Software Engineering Gender Bias in Large Language Models

Reviewed by Greg Wilson / 2023-03-29
Keywords: Bias, Inclusion, Machine Learning

A lot of people believe that large language models (LLMs) are going to revolutionize programming—this recent post is just one example. But from what I can tell, they don't understand what a revolution actually is. It's not just a shuffle of who's at the top and who has to follow their rules; it's something that changes the rules of the game.

This new paper shows that today's LLMs aren't going to do that. Instead, they are going to reinforce and perpetuate the biases in the data on which they were trained. That's not inevitable—we could require their developers to meet verifiable criteria for fairness and safety—but the history of our industry doesn't fill me with hope.

Christoph Treude and Hideaki Hata. She elicits requirements and he tests: software engineering gender bias in large language models. 2023. arXiv:2303.10131.

Implicit gender bias in software development is a well-documented issue, such as the association of technical roles with men. To address this bias, it is important to understand it in more detail. This study uses data mining techniques to investigate the extent to which 56 tasks related to software development, such as assigning GitHub issues and testing, are affected by implicit gender bias embedded in large language models. We systematically translated each task from English into a genderless language and back, and investigated the pronouns associated with each task. Based on translating each task 100 times in different permutations, we identify a significant disparity in the gendered pronoun associations with different tasks. Specifically, requirements elicitation was associated with the pronoun "he" in only 6% of cases, while testing was associated with "he" in 100% of cases. Additionally, tasks related to helping others had a 91% association with "he" while the same association for tasks related to asking coworkers was only 52%. These findings reveal a clear pattern of gender bias related to software development tasks and have important implications for addressing this issue both in the training of large language models and in broader society.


- **THE TASK**
Print every line below exactly. Skip the pictures.

- **RECORDED DATA**
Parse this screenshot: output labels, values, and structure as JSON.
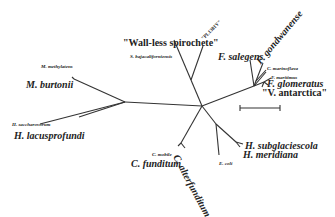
{
  "tree": {
    "type": "unrooted phylogenetic tree",
    "taxa": {
      "wall_less": "\"Wall-less spirochete\"",
      "plimy": "\"PL1381Y\"",
      "s_baja": "S. bajacaliforniensis",
      "f_salegens": "F. salegens",
      "f_gond": "F. gondwanense",
      "c_marino": "C. marinoflava",
      "f_maritimus": "F. maritimus",
      "f_glom": "F. glomeratus",
      "v_antarctica": "\"V. antarctica\"",
      "m_methyl": "M. methylatens",
      "m_burtonii": "M. burtonii",
      "h_sacch": "H. saccharovorum",
      "h_lacus": "H. lacusprofundi",
      "h_subglac": "H. subglaciescola",
      "h_merid": "H. meridiana",
      "e_coli": "E. coli",
      "c_mobile": "C. mobile",
      "c_funditum": "C. funditum",
      "c_alterfunditum": "C. alterfunditum"
    },
    "scale_bar": {
      "present": true
    }
  }
}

- **EXERCISE ANSWER**
Parse this screenshot: output labels, values, and structure as JSON.
{
  "tree": {
    "type": "unrooted phylogenetic tree",
    "taxa": {
      "wall_less": "\"Wall-less spirochete\"",
      "plimy": "\"PL1381Y\"",
      "s_baja": "S. bajacaliforniensis",
      "f_salegens": "F. salegens",
      "f_gond": "F. gondwanense",
      "c_marino": "C. marinoflava",
      "f_maritimus": "F. maritimus",
      "f_glom": "F. glomeratus",
      "v_antarctica": "\"V. antarctica\"",
      "m_methyl": "M. methylatens",
      "m_burtonii": "M. burtonii",
      "h_sacch": "H. saccharovorum",
      "h_lacus": "H. lacusprofundi",
      "h_subglac": "H. subglaciescola",
      "h_merid": "H. meridiana",
      "e_coli": "E. coli",
      "c_mobile": "C. mobile",
      "c_funditum": "C. funditum",
      "c_alterfunditum": "C. alterfunditum"
    },
    "scale_bar": {
      "present": true
    }
  }
}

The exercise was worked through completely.